Jessica Harrison’s Flesh Series of Miniatures Will Make Your Skin Crawl.

Jessica Harrison Flesh Miniatures

UK Artist Jessica Harrison works in various media, from porcelain to stone to what looks like frighteningly real flesh. Her series of miniature pieces of furniture made to look as though they were created from human skin are equally compelling and repulsive. Some even have hair. Eeeuuuwww.

Jessica Harrison Flesh Miniatures

Sofa, mixed media, 13.5cm x 6.5cm x 6cm
Jessica Harrison Flesh Miniatures

Table, mixed media, 6cm x 7cm x 5cm:
Jessica Harrison Flesh Miniatures

Cushion, mixed media, 4.5cm x 4cm x 2cm:
Jessica Harrison Flesh Miniatures

Small Table, mixed media, 5.5cm x 5.5cm x 6cm:
flesh miniatures

Clock, mixed media, 4cm x 2.5cm x 18cm:
Jessica Harrison Flesh Miniatures clock

Large Round Table, mixed media, 6.5cm x 10.5cm x 10.5cm
Jessica Harrison Flesh Miniatures table overhead

High Back Chair, mixed media, 7.5cm x 6cm x 9.5cm:
Jessica Harrison chair

Small Chair, mixed media, 4cm x 4cm x7.5cm:
Jessica Harrison art

strong>Armchair, mixed media, 8cm x 7cm x 6cm:
Jessica Harrison Flesh Miniatures

Straight Back Chair, mixed media, 5.5cm x 4cm x 9cm
Jessica Harrison Flesh Miniatures

About the artist:
Born in St Bees in 1982, Jessica moved to Scotland to study sculpture at Edinburgh College of Art in 2000, going on to do an MFA before completing a practice-led PhD in sculpture in 2013 funded by the Arts and Humanities Research Council.

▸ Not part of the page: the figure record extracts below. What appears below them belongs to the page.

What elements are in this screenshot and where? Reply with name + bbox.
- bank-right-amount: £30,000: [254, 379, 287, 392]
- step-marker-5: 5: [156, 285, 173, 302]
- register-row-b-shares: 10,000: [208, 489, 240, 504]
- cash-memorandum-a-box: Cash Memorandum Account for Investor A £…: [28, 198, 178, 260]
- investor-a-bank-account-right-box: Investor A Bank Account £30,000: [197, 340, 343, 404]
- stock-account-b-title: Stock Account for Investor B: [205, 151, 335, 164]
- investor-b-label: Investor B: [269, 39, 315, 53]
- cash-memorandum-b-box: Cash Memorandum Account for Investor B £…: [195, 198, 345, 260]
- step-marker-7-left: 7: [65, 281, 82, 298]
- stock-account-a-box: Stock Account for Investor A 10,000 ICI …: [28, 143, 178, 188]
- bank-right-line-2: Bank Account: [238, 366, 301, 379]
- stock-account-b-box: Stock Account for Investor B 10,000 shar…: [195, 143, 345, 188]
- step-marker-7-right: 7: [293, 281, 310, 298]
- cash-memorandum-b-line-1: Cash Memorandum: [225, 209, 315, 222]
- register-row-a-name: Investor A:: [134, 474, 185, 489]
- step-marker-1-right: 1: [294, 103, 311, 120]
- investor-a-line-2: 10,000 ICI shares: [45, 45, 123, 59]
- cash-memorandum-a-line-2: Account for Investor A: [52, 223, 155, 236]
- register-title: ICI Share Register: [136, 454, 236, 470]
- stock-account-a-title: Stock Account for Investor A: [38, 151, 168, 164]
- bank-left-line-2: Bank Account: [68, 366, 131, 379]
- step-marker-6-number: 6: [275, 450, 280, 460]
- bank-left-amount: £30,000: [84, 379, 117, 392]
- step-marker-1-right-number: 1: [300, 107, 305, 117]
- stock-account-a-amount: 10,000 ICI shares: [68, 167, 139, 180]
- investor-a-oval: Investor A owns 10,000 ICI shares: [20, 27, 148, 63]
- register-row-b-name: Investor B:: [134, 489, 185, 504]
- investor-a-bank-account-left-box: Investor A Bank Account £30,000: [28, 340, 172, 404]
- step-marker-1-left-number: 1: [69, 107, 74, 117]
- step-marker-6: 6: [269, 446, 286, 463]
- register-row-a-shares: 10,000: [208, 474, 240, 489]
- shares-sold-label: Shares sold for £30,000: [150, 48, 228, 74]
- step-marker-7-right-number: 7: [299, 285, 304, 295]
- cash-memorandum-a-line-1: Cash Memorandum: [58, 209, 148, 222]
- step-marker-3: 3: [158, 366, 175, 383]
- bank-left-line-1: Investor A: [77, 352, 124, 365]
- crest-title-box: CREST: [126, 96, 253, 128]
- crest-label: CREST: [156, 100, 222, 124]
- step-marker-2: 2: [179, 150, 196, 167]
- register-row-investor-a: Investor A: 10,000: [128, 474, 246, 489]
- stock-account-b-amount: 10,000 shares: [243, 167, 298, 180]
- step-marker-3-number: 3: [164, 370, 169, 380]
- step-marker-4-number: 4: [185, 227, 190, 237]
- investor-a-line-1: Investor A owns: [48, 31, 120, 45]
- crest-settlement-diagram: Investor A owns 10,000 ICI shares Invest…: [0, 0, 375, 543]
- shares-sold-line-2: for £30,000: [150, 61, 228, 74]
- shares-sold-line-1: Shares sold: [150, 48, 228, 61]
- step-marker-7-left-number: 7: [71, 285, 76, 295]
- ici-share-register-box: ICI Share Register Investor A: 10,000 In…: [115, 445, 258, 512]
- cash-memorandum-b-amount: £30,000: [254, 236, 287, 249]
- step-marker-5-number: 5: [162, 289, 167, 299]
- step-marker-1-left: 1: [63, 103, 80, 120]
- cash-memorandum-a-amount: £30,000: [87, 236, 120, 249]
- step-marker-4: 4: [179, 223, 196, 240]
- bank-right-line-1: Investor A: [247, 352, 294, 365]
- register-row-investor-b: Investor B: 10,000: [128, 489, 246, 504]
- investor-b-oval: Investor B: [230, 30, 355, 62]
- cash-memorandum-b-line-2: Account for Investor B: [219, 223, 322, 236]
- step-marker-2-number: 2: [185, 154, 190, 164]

Her research considers the relationship between interior and exterior spaces of the body, but looks neither inwards towards a hidden core, nor outwards from the subconscious, instead looking orthogonally across the skin to the movement of the body itself, using the surface of the body as a mode of both looking and thinking.

Moving beyond a bi-directional model, Harrison proposes a multi-directional and pervasive model of skin as a space in which body and world mingle. Working with this moving space between artist/maker and viewer, she draws on the active body in both making and interpreting sculpture to unravel imaginative touch and proprioceptive sensation in sculptural practice. In this way, Harrison re-describes the body in sculpture through the skin, offering an alternative way of thinking about the body beyond a binary tradition of inside and outside.

Jessica Harrison’s name may sound familiar. That’s because I featured her Tattooed Porcelain Figurines recently.